If you’ve never considered the damage that food production could cause to the planet, these two books could change your way of thinking.
The Face on Your Plate: The Truth about Food by Jeffrey Moussaieff Masson (Norton) essentially traces the journey from vegetarianism to veganism. We all know about the horrors of the abattoir, but are the processes of milk and egg production any better?
Well, no, they aren’t. In fact, the torture cows go through to produce milk and chickens to produce eggs may be worse than simply being killed.
They don’t live much longer than those destined for a roast, anyway.
Masson, who edited the Freud-Fleiss letters (and is a key figure in Janet Malcolm’s brilliant book of reportage, In the Freud Archives) is the bestselling author of When Elephants Weep, about animals’ emotions.
In The Face on Your Plate he makes sure we learn all about the lives of animals and why we should empathise with them. The chapter on fish, especially, is an eye-opener.

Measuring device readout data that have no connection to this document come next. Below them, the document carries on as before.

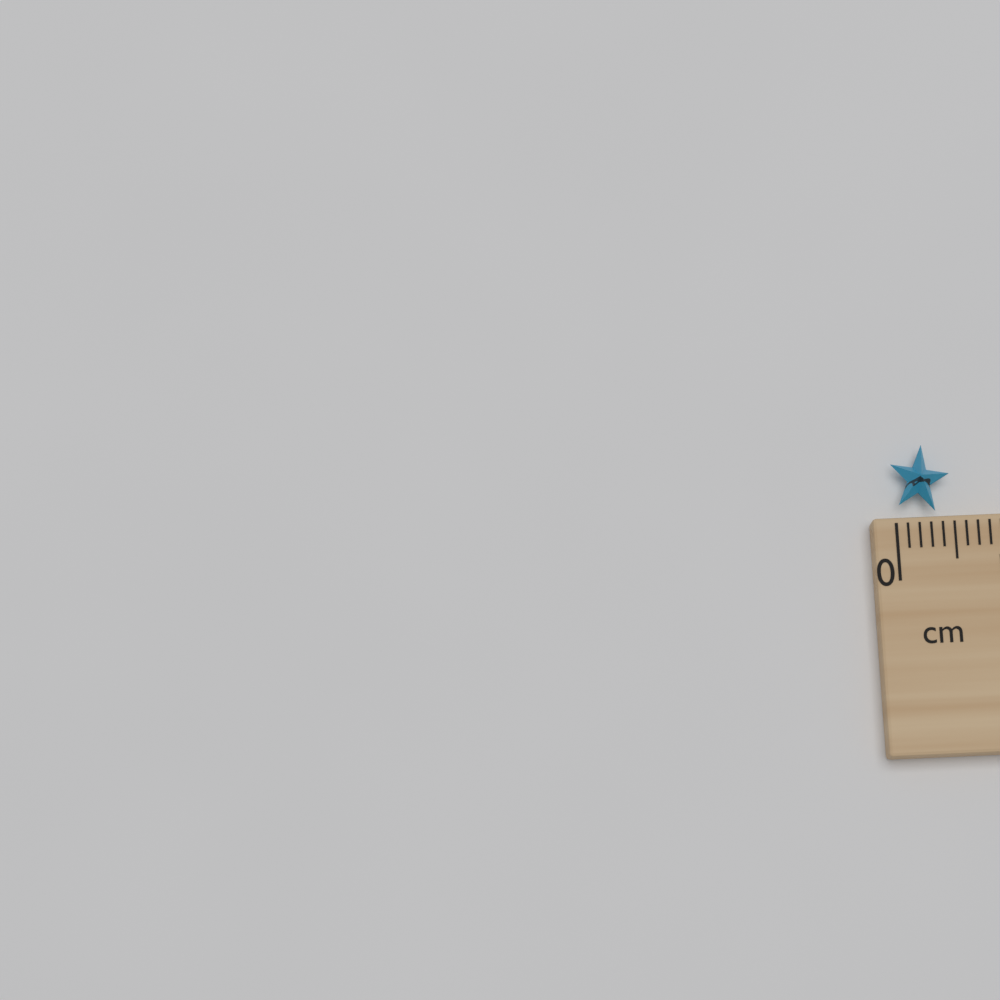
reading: 0.5 cm
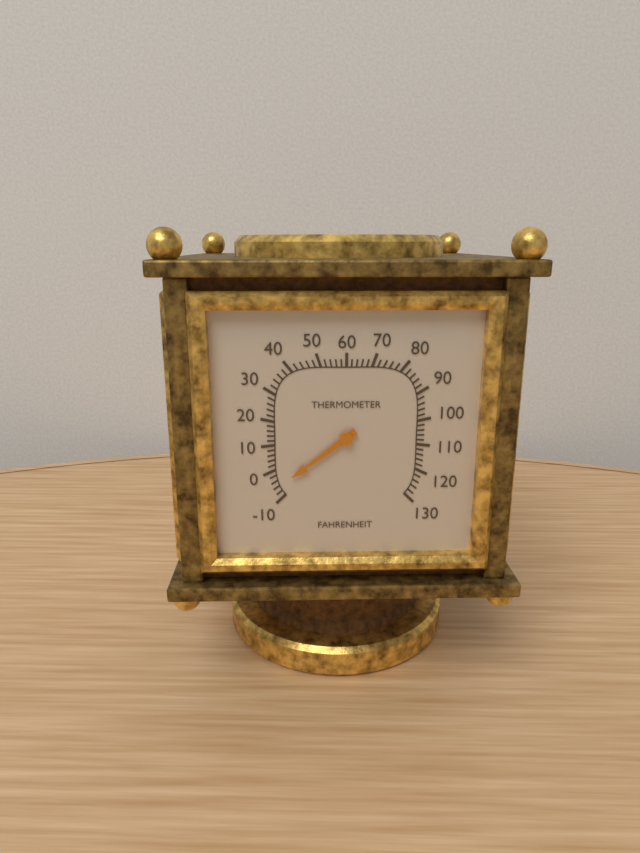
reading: -6 °F
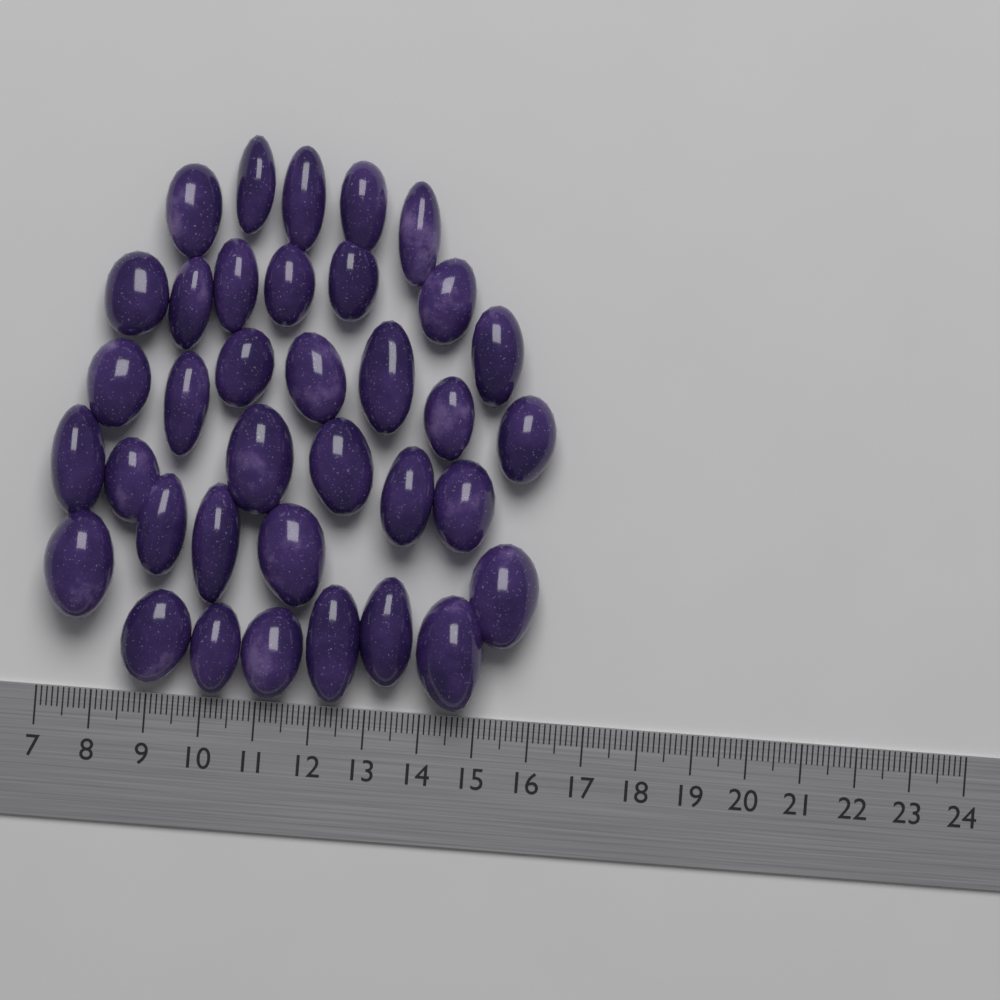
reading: 16.1 (no unit)
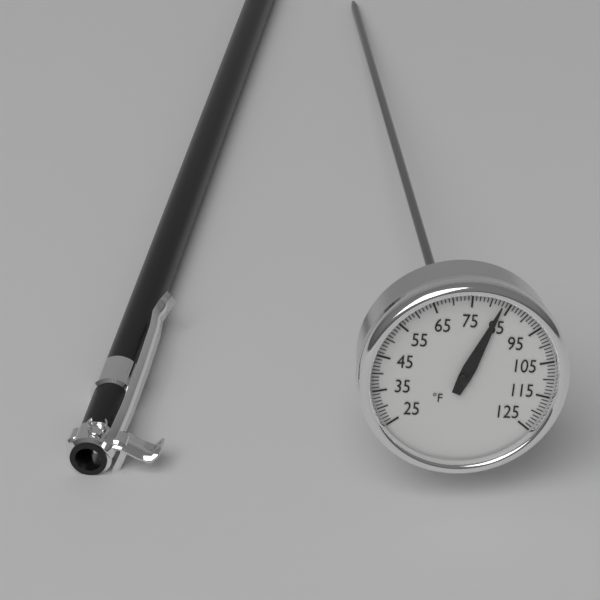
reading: 83 °F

It’s not always a pleasant read, but The Face on Your plate is at least short and reasonably well written, even entertaining at times. In the final chapter, though, Masson’s self-regard emerges as he describes in loving detail the righteously healthy vegan life he lives with his wife (much younger than he is) in idyllic New Zealand. It’s enough to make you want to rush off and eat a rare steak.
An excellent companion volume, if you feel strong, would be The End of Food: The Coming Crisis in the Food Industry by Paul Roberts (Bloomsbury). Just over 200 years ago Thomas Malthus predicted that the world population would soon outgrow the Earth’s capacity to feed it, but his prophecy didn’t come true. That was mostly because humanity invented new methods of industrial-scale food production — and now agribusiness itself is a threat to our survival.
Apart from its dreadful environmental impact (climate change, pollution of rivers, deforestation, insecticides and so on), Big Agri is also failing to feed everyone. Whereas many in the industrialised nations, particularly the United States, are overfed, in the rest of the world millions go hungry.
Roberts shows in exhaustive detail, and with due consideration of trade, development, politics and other issues, that this situation is simply not sustainable. We must love the Earth or die.
The End of Food is a dense read, packed with facts and figures, and it drives one to ask Lenin’s question: “What is to be done?” If only it could make tofu taste better.